Air-Ground Coordination in the Battlefield Found Lacking

By Sandra I. Erwin

Lack of direct communications between pilots in the cockpit and troops on the ground in Iraq impede close-air support operations, says a Navy air wing commander.

During a 10-month deployment last year as commander of Carrier Air Wing 9, aboard the USS Carl Vinson, Capt. James Spence, says pilots consistently were frustrated by the imprecise information about the location of targets.

“Combat doesn’t work like training,” he tells a conference of the Precision Strike Association.

Out of a dozen engagements, he says, “We never had a qualified joint tactical air controller on the ground; we never had JDAM-quality coordinates from the ground.” The joint direct attack munition is a satellite-guided bomb that requires precise geo-coordinates to make it fly to the correct target. Oftentimes, Spence says, “The air controller pushed the aircraft to a radio frequency where there was some scared young kid getting shot at and needing help.” Throughout the deployment, he adds, pilots had to contend with “non-standard communications and non-standard coordinates.”

For many pilots, this was the first time they encountered these less-than-desirable scenarios. “We train to expect pristine coordinates. We expect qualified tactical air controllers, communications and procedures we practice … In the real world, that’s not what’s going to happen.”

Maj. Gen. David C. Ralston, commander of the Army Field Artillery Center, says a new course is being offered at Fort Sill, Okla., for joint tactical air controllers. These controllers could come from any service. Ideally, Ralston says, the Army would like to have a “joint fires officer” in each maneuver platoon. “That’s a big goal,” says Ralston. Most likely, the Army will barely manage to field one JFO with each maneuver company.

The most specialized tactical air controllers come from the Air Force special operations forces, but they are in short supply and cannot possibly support every engagement in Iraq.

Ralston touts the recent introduction of a new technology, known as precision strike suite for special operations forces, which provides ground troops with grid coordinates. A process that typically takes from 15 minutes to an hour can be compressed to five minutes, says Ralston. The system remains in development and could be fielded soon, he adds.

The difficulties in air-ground coordination seen in Iraq only reinforce how hard of a problem this is, says Owen R. Cote Jr., associate director of the security studies program at the Massachusetts Institute of Technology.

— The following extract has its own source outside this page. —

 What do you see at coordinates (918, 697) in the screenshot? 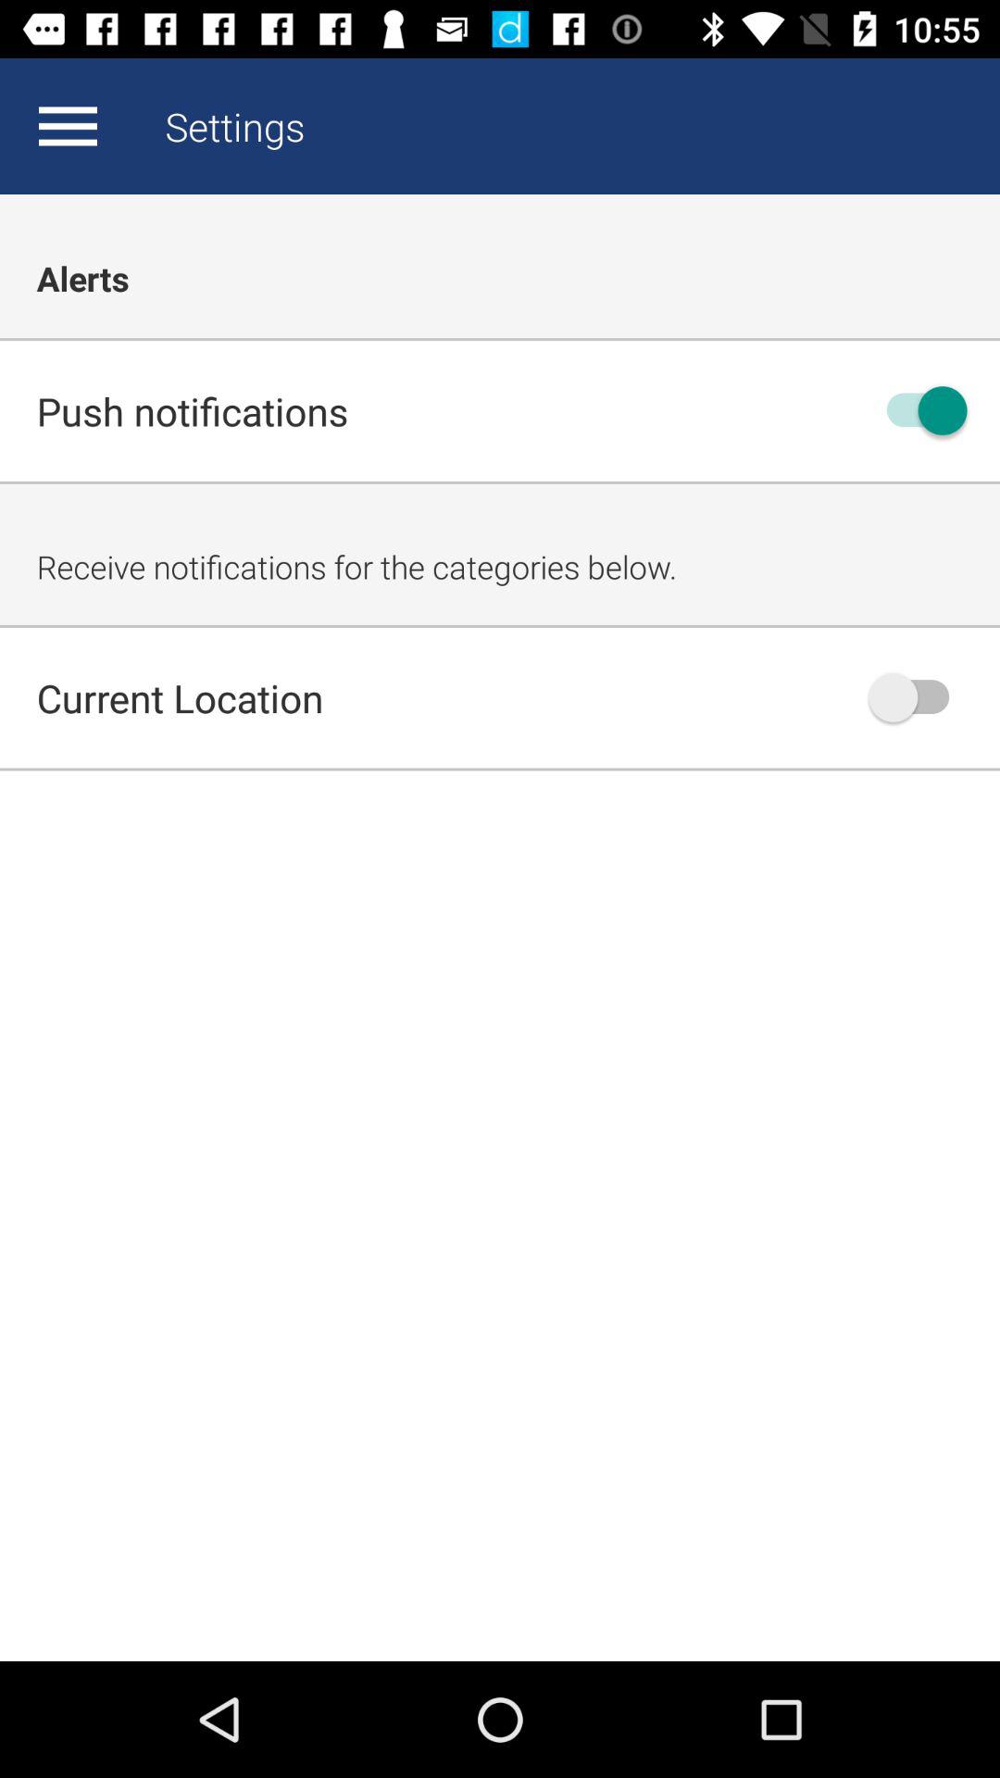
I see `toggle current location notifications` at bounding box center [918, 697].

The value that airplanes provide is “timely, persistent source of fire for the ground forces when they need it,” he says in an interview. “When ground forces do need fire support, it’s of great value.”

But the shift from fixed to mobile targets means a mission cannot be preplanned, and more improvisation is needed. “Close-air support looks inefficient, but it provides leverage.” Communications with ground forces are “hard to engineer,” he says. “It’s not a fundamental technical constraint. But it requires a persistent effort and collaboration from the ground force. The Army sometimes can be as big a part of the problem … The services were not designed for this mode of operation.”